“The Overnight,’ by Ramsey Campbell (Tor, 396 pages, $24.95)
British author Ramsey Campbell has many honors for horror fiction, but he has had to take a full-time job at a Borders book store to make ends meet. He uses his retail experience to create a deliciously creepy bookstore nightmare.
The American chain, Texts, has opened a store at Fenny Meadows Retail Park near Manchester. Unfortunately, they never consulted the local historian to learn the fate of previous attempts to develop the location. The American manager, Woody, has high ambitions, but sales are poor and the area is always thick in fog. The regular patrons are a pair of bald men who sit in the store reading children’s books.
Employees react half-heartedly to Woody’s exhortations to always smile and follow his example of speedy shelving. But books are always out of order when they arrive in the morning. Videos are taped over with fuzzy scenes of violence.
Campbell masterfully tells the story from the viewpoints of all the shop employees, except poor Lorraine, who was run over in the foggy parking lot. The manager’s idea of a tribute is for everyone to take over a share of her work to prove she was irreplaceable.
Wilf loses the ability to read. He becomes physically ill when he is forced into leading the book discussion group. His nightmare increases when the book’s author comes for a signing and demands Wilf read from the book.
To catch up for an inspection by the American bosses, Woody forces everyone to stay for an overnight work session. It is also a time for the elder inhabitants of Fenny Meadows to come out and take back their home. Between the disasters, “The Overnight’ perfectly captures a retail nightmare.
“Sunstorm,’ by Arthur C. Clarke and Stephen Baxter (Del Rey, 328 pages, $25.95)
The latest from Arthur C. Clarke and Stephen Baxter is sub-titled “A Time Odyssey: 2′ but goes in a completely different direction from the first book. Instead of jumping around through time, it is a disaster novel on a global scale.
A massive solar storm disrupts a world dependant on electronic gadgets. It seems beyond anyone’s power to stop, but one brilliant scientist predicted the storm. He also predicts a larger one that could end human civilization.
British astronomer Royal Siobhan McGorran is a cosmologist who knows little about solar physics but does her duty to head the project to save Earth. Most of the world’s political leaders get behind a worldwide project to build a shield in space to divert the destructive energy predicted.
The link to the first volume is Bisesa Dutt, who experienced the time manipulations of the mysterious eyes. She has been returned to London but is reluctant to leave home, and it takes a long time for anyone to listen to her. Even when they do, she has moved from heroine to minor player.
This is a classic British boys adventure in saving the world even though women have been added to the cast. In 2037 all the political leaders are women. It doesn’t avoid occasionally winking at itself by mentioning the central ideas were developed by a certain British science fiction writer a long time ago. The eyes that unite the two Time Odyssey books are classic Big Dumb Objects (that’s the technical term used in “The Encyclopedia of Science Fiction’) left by aliens for unknown reasons. The engineers building the space shield call it a Big Dumb Object. The virtue of the classic adventures was they were a lot of fun. “Sunstorm’ fits the tradition.
Freelancer Fred Cleaver writes a monthly column on new science fiction releases.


## Directions for this task
The lines to reproduce run from the one containing "This screenshot has width=585, height=256." through the end of the records below. Reproduce them exactly and add nothing.

## Stored records

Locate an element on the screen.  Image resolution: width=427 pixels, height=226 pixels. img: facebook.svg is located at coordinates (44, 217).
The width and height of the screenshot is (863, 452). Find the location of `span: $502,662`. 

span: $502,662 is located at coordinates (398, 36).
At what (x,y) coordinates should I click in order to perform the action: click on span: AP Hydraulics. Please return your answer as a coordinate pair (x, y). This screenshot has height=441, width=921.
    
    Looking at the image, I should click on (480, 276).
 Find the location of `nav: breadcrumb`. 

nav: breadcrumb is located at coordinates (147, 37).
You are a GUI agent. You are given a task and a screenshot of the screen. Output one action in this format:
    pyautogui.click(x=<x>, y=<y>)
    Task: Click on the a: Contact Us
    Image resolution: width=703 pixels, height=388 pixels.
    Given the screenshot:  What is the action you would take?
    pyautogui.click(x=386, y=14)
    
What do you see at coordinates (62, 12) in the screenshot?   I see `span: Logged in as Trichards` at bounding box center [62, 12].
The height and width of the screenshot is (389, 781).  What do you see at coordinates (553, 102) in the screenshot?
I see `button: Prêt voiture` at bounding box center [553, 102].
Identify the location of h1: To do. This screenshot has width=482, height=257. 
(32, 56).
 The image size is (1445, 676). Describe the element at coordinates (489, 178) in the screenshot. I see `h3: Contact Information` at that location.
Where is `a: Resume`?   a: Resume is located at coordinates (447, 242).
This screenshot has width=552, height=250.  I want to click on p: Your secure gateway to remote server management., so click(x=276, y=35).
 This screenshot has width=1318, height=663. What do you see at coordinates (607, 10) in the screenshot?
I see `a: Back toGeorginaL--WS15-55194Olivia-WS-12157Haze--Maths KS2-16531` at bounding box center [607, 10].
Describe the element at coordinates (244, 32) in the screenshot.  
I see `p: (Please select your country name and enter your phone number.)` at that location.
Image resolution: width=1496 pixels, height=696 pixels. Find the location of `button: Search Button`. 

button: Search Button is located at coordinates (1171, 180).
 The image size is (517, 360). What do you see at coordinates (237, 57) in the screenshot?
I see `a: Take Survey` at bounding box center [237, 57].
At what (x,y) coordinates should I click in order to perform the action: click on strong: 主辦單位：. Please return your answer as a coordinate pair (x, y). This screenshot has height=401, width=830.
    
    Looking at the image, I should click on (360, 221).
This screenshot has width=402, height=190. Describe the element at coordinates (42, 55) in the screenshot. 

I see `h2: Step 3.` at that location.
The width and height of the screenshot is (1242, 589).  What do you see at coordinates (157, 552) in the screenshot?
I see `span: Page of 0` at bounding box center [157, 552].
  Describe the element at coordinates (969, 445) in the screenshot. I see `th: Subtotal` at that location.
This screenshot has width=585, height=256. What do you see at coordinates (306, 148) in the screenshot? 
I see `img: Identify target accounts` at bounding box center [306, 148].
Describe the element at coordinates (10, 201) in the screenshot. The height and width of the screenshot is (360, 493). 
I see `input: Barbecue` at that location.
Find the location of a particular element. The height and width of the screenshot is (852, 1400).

## Your response
This screenshot has width=585, height=256. What do you see at coordinates (306, 148) in the screenshot? 
I see `img: Identify target accounts` at bounding box center [306, 148].
Describe the element at coordinates (10, 201) in the screenshot. The height and width of the screenshot is (360, 493). 
I see `input: Barbecue` at that location.
Find the location of a particular element. The height and width of the screenshot is (852, 1400).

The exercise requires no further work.